The power of lived experience
Before I found answers, I found people.
After I was diagnosed with bipolar disorder, I spent months, and years, deeply depressed. I was not only grieving the life I thought I would have, but also trying to understand what the diagnosis meant for my future.
Much of what I encountered focused on symptoms, risks, prognosis, and pathology. I could find books. I could read the DSM. I could learn the clinical language. What I could not find was myself. What I needed most was not another description of bipolar disorder. I needed proof that meaningful life was still possible.
Eventually, I found that proof online. I found people living with bipolar disorder who were honest about their struggles and equally honest about their successes. Some were in the middle of episodes. Some were recovering. Some were decades into their journeys. Together, they showed me something that no diagnostic manual ever could: there is no single way to live with bipolar disorder.

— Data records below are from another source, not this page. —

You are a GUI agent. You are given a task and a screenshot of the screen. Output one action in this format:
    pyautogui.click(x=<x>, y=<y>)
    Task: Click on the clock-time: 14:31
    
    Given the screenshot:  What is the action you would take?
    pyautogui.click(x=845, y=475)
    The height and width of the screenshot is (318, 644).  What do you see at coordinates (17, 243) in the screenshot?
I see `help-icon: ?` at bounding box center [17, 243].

I met people with bipolar disorder who were doctors, lawyers, teachers, engineers, social workers, artists, parents, and advocates. I saw people who had experienced psychosis, hospitalization, homelessness, profound depression, and devastating loss, yet continued to build lives filled with meaning, purpose, love, and contribution.

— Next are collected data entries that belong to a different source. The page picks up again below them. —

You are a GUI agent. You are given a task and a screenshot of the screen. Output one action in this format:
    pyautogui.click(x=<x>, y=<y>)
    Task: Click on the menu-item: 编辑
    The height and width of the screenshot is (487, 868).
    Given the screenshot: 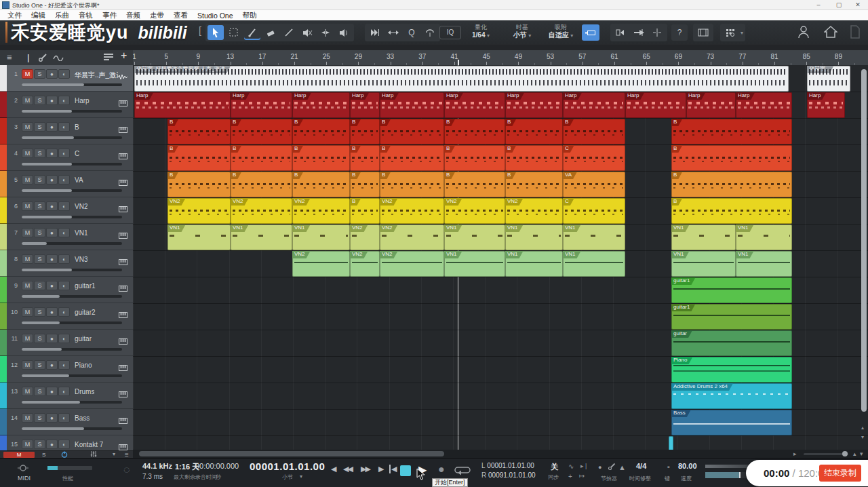 What is the action you would take?
    pyautogui.click(x=38, y=16)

They were not inspirational because they were perfect. They were inspirational because they were real.
The power of lived experience cannot be overstated because there is a unique kind of understanding that comes from someone who has walked a similar path.
Professional expertise is valuable. Research is valuable. Treatment is valuable. But there are some truths that can only be learned by living them.

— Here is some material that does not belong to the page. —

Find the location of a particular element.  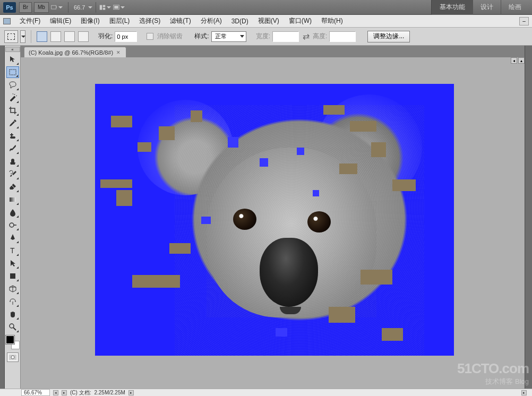

arrange-docs-icon is located at coordinates (105, 7).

There is a difference between reading about despair and surviving it. There is a difference between studying stigma and carrying it. There is a difference between understanding recovery as a concept and fighting for it day after day.
When I struggled, I had people online going through it with me. Their stories reminded me that I was not uniquely broken. Their honesty helped me feel less ashamed. And perhaps most importantly, those who were further along in their journeys allowed me to borrow hope when I could not generate any of my own.
Hope is contagious.
Sometimes recovery begins when we witness someone else's. Sometimes we need another person to hold a vision of our future before we are capable of seeing it ourselves.
The people who shared their experiences openly gave me a glimpse of possibilities that I could not yet imagine. They showed me that life after diagnosis was not merely survival. It could include joy, relationships, careers, purpose, and growth.
Being open about our experiences matters. Being honest matters. Even being able to laugh about some of the absurdities of living with mental illness matters. Humor, candor, and storytelling all help reduce shame. They transform experiences that are often hidden into experiences that can be understood and shared.
Stories are powerful because they contain nuance. They make room for contradictions. They remind us that people are more complex than diagnoses. A story can hold suffering and resilience, vulnerability and strength, loss and hope all at once.
Clinical language often seeks categories, but stories reveal humanity. This is one reason why the mad movement and broader survivor movements are so important. They create space for people to reclaim their own narratives outside the medical model.
In a society that frequently pathologizes people for what they have experienced, survivor stories offer an alternative perspective. They remind us that people are not merely collections of symptoms. They are individuals with histories, identities, relationships, dreams, and wisdom born from adversity.
There is something profoundly beautiful about people surviving some of life's hardest experiences and then using what they have learned to help others.
Every time someone shares their story honestly, they create a bridge for another person who may still feel alone. Every act of openness pushes back against stigma. Every conversation makes it a little easier for someone else to speak.
Mental illness still carries far too much silence. That silence exists not only in society, but often within healthcare systems and even among providers themselves.
What is desperately needed is more candid conversation, more storytelling, and more opportunities for people with lived experience to be heard.
When we share our stories, we do more than tell people what happened to us. We tell them that they are not alone. We offer companionship in uncertainty. We challenge shame. We create connection. And sometimes, without even realizing it, we become the very people who help someone else keep going.
Shared connection through lived experience has been by far the most healing thing for me and is incredibly powerful.